Ode to 1 & under
Constantina Zavitsanos Park McArthur
How can we imagine bodies not as an end in themselves, but as a medium through which we can become one another’s means?
Arika have been creating events since 2001. The Archive is space to share the documentation of our work, over 600 events from the past 20 years. Browse the archive by event, artists and collections, explore using theme pairs, or use the index for a comprehensive overview.
How can we imagine bodies not as an end in themselves, but as a medium through which we can become one another’s means?
An occasion for commotion, and a chorus of motions. Choreography rotating your revolutions and then some.
What happens when you are engaged in a deep and extended artistic practice that intersects between literature and music, notation and improvisation, sight and sound?
A slowed down single tracking shot along a corridor as workers at the Bath Iron Works, (Maine, USA) take their lunch break.
A party and fundraiser to support Sex Workers’ struggles and LGBT Unity with music and performances from the sex workers’ community and allies, plus DJ’s and dancing.
One of the most startling cinematic debuts on record, The Flicker is more a hallucination than a film, an out of body experience and riotous celebration of visual harmonics frequencies. An experiment in perception, come with your mind and eyes open.
Location: Around and about the old public library in Easterhouse; disinvested in and left to rot by the council but which was shamelessly, hastily and superficially cleaned by them in expectation of our event.
Ever wondered about the roadside festoons which are the innards of discarded cassette tapes? All will be revealed in this methodical and insightful documentary by UK luminary John Smith and sound artist cohort Graeme Miller.
In this workshop we will imagine ourselves as time travellers from a glorious and chaotic neurodivergent-led future.
A fulcrum to the Japanese noise scene, JOJO Hiroshige has been responsible for much of the explosion of free music coming from Japan in the last 30 years.
Ex-Decaer Pinga and CKDH rodeo queens; regular ladynoise hoedown gets gatecrashed by sonic chunder-huffing remedial clatter boys.
How do people living with disability see themselves in today’s sexualised culture? How do we imagine our crip sexual selves despite society wanting to reduce us to non-erotic bodies?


▸ Your task
Read the data below. Every line holding the string "content" must be copied.

-- Material to process follows --

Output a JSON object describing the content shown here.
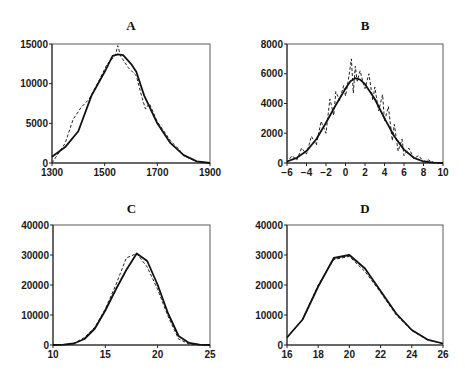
{
  "chart_data": [
    {
      "type": "line",
      "title": "A",
      "xlabel": "",
      "ylabel": "",
      "xlim": [
        1300,
        1900
      ],
      "ylim": [
        0,
        15000
      ],
      "xticks": [
        1300,
        1500,
        1700,
        1900
      ],
      "yticks": [
        0,
        5000,
        10000,
        15000
      ],
      "grid": false,
      "series": [
        {
          "name": "solid",
          "style": "solid",
          "x": [
            1300,
            1350,
            1400,
            1450,
            1500,
            1530,
            1550,
            1570,
            1600,
            1620,
            1650,
            1700,
            1750,
            1800,
            1850,
            1900
          ],
          "y": [
            800,
            2000,
            4000,
            8500,
            11500,
            13500,
            13700,
            13600,
            12500,
            11500,
            8500,
            5000,
            2500,
            1000,
            200,
            0
          ]
        },
        {
          "name": "dashed",
          "style": "dashed",
          "x": [
            1300,
            1350,
            1380,
            1410,
            1440,
            1480,
            1510,
            1540,
            1550,
            1560,
            1590,
            1620,
            1640,
            1655,
            1670,
            1700,
            1750,
            1780,
            1800,
            1850,
            1900
          ],
          "y": [
            0,
            2500,
            5500,
            7000,
            8000,
            10500,
            12500,
            13500,
            14800,
            13500,
            12000,
            11000,
            8500,
            6800,
            7500,
            5200,
            2800,
            1800,
            900,
            200,
            0
          ]
        }
      ]
    },
    {
      "type": "line",
      "title": "B",
      "xlabel": "",
      "ylabel": "",
      "xlim": [
        -6,
        10
      ],
      "ylim": [
        0,
        8000
      ],
      "xticks": [
        -6,
        -4,
        -2,
        0,
        2,
        4,
        6,
        8,
        10
      ],
      "yticks": [
        0,
        2000,
        4000,
        6000,
        8000
      ],
      "grid": false,
      "series": [
        {
          "name": "solid",
          "style": "solid",
          "x": [
            -6,
            -5,
            -4,
            -3,
            -2,
            -1,
            0,
            0.5,
            1,
            1.5,
            2,
            3,
            4,
            5,
            6,
            7,
            8,
            9,
            10
          ],
          "y": [
            100,
            350,
            800,
            1600,
            2700,
            3900,
            5000,
            5500,
            5700,
            5600,
            5300,
            4300,
            3000,
            1800,
            900,
            350,
            100,
            30,
            0
          ]
        },
        {
          "name": "dashed",
          "style": "dashed",
          "x": [
            -6,
            -5.5,
            -5,
            -4.5,
            -4,
            -3.5,
            -3,
            -2.5,
            -2,
            -1.6,
            -1.2,
            -1,
            -0.6,
            -0.2,
            0,
            0.3,
            0.6,
            0.8,
            1,
            1.2,
            1.5,
            1.8,
            2,
            2.4,
            2.8,
            3,
            3.4,
            3.8,
            4,
            4.4,
            4.8,
            5,
            5.4,
            5.8,
            6,
            6.5,
            7,
            7.5,
            8,
            8.5,
            9,
            10
          ],
          "y": [
            0,
            500,
            200,
            1000,
            600,
            1800,
            1200,
            2800,
            2000,
            4300,
            3200,
            4800,
            4200,
            5200,
            4500,
            5600,
            7000,
            4700,
            6500,
            5500,
            6200,
            5400,
            5000,
            6000,
            4200,
            5100,
            3500,
            4600,
            2800,
            3800,
            1500,
            2600,
            800,
            1600,
            500,
            1000,
            300,
            500,
            100,
            200,
            50,
            0
          ]
        }
      ]
    },
    {
      "type": "line",
      "title": "C",
      "xlabel": "",
      "ylabel": "",
      "xlim": [
        10,
        25
      ],
      "ylim": [
        0,
        40000
      ],
      "xticks": [
        10,
        15,
        20,
        25
      ],
      "yticks": [
        0,
        10000,
        20000,
        30000,
        40000
      ],
      "grid": false,
      "series": [
        {
          "name": "solid",
          "style": "solid",
          "x": [
            10,
            11,
            12,
            13,
            14,
            15,
            16,
            17,
            18,
            19,
            20,
            21,
            22,
            23,
            24,
            25
          ],
          "y": [
            0,
            100,
            500,
            2000,
            5500,
            11500,
            18500,
            25000,
            30500,
            28000,
            20000,
            10500,
            3000,
            700,
            100,
            0
          ]
        },
        {
          "name": "dashed",
          "style": "dashed",
          "x": [
            10,
            11,
            12,
            13,
            14,
            15,
            16,
            17,
            18,
            19,
            20,
            21,
            22,
            23,
            24,
            25
          ],
          "y": [
            0,
            100,
            500,
            2500,
            6000,
            12000,
            20000,
            29000,
            30500,
            26000,
            18500,
            9500,
            2000,
            300,
            0,
            0
          ]
        }
      ]
    },
    {
      "type": "line",
      "title": "D",
      "xlabel": "",
      "ylabel": "",
      "xlim": [
        16,
        26
      ],
      "ylim": [
        0,
        40000
      ],
      "xticks": [
        16,
        18,
        20,
        22,
        24,
        26
      ],
      "yticks": [
        0,
        10000,
        20000,
        30000,
        40000
      ],
      "grid": false,
      "series": [
        {
          "name": "solid",
          "style": "solid",
          "x": [
            16,
            17,
            18,
            19,
            20,
            21,
            22,
            23,
            24,
            25,
            26
          ],
          "y": [
            2500,
            8500,
            19500,
            29000,
            30000,
            25500,
            18000,
            10500,
            5000,
            1800,
            500
          ]
        },
        {
          "name": "dashed",
          "style": "dashed",
          "x": [
            16,
            17,
            18,
            19,
            20,
            21,
            22,
            23,
            24,
            25,
            26
          ],
          "y": [
            2500,
            8500,
            20000,
            28500,
            29500,
            24500,
            17500,
            10000,
            4800,
            1700,
            500
          ]
        }
      ]
    }
  ]
}
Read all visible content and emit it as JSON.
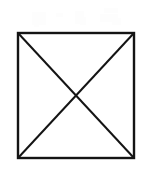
{
  "canvas": {
    "width": 145,
    "height": 177,
    "background_color": "#ffffff",
    "title": "Square with diagonals"
  },
  "figure": {
    "name": "square-with-diagonals",
    "stroke_color": "#141414",
    "fill_color": "none",
    "border_stroke_width": 2.4,
    "diagonal_stroke_width": 2.0,
    "square": {
      "x": 18,
      "y": 33,
      "width": 116,
      "height": 125,
      "corners": {
        "top_left": [
          18,
          33
        ],
        "top_right": [
          134,
          33
        ],
        "bottom_right": [
          134,
          158
        ],
        "bottom_left": [
          18,
          158
        ]
      }
    },
    "diagonals": [
      {
        "name": "diagonal-tl-br",
        "from": [
          18,
          33
        ],
        "to": [
          134,
          158
        ]
      },
      {
        "name": "diagonal-tr-bl",
        "from": [
          134,
          33
        ],
        "to": [
          18,
          158
        ]
      }
    ],
    "center_point": [
      76,
      95.5
    ]
  },
  "artifacts": {
    "name": "scan-artifacts",
    "color": "#fdfdfd",
    "marks": [
      {
        "x": 32,
        "y": 12,
        "width": 14,
        "height": 13
      },
      {
        "x": 34,
        "y": 18,
        "width": 5,
        "height": 9
      },
      {
        "x": 56,
        "y": 13,
        "width": 7,
        "height": 4
      },
      {
        "x": 75,
        "y": 11,
        "width": 9,
        "height": 13
      },
      {
        "x": 80,
        "y": 17,
        "width": 6,
        "height": 8
      },
      {
        "x": 100,
        "y": 14,
        "width": 18,
        "height": 8
      },
      {
        "x": 104,
        "y": 8,
        "width": 14,
        "height": 5
      },
      {
        "x": 112,
        "y": 18,
        "width": 9,
        "height": 7
      }
    ]
  }
}
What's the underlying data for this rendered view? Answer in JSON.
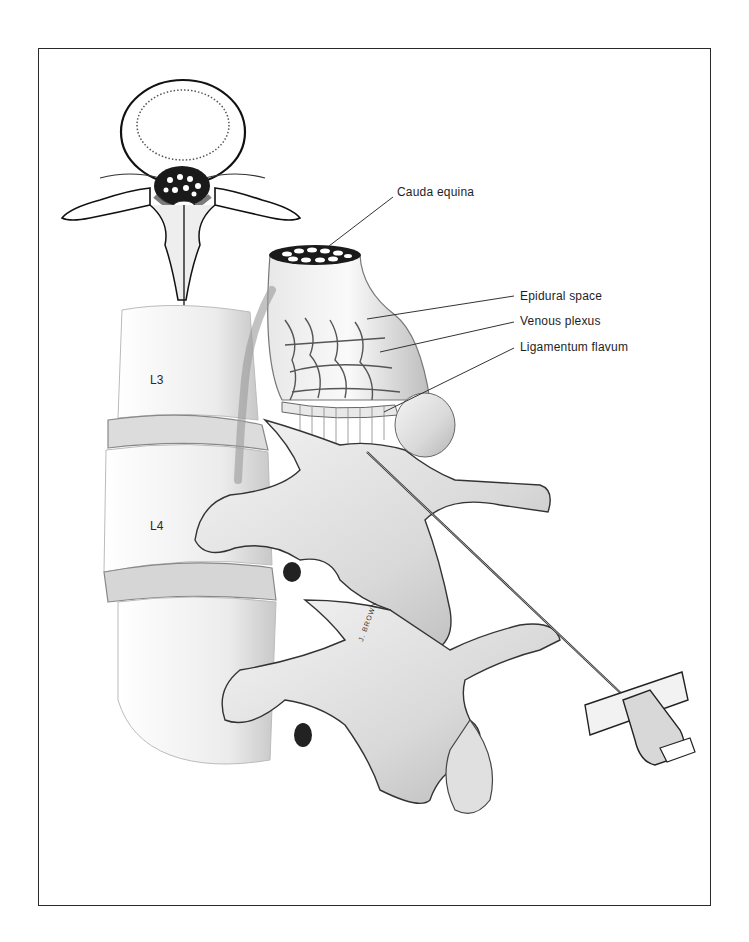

-- Material to process concluded --

▸ Task output
Output a JSON object describing the content shown here.
Read all visible content and emit it as JSON.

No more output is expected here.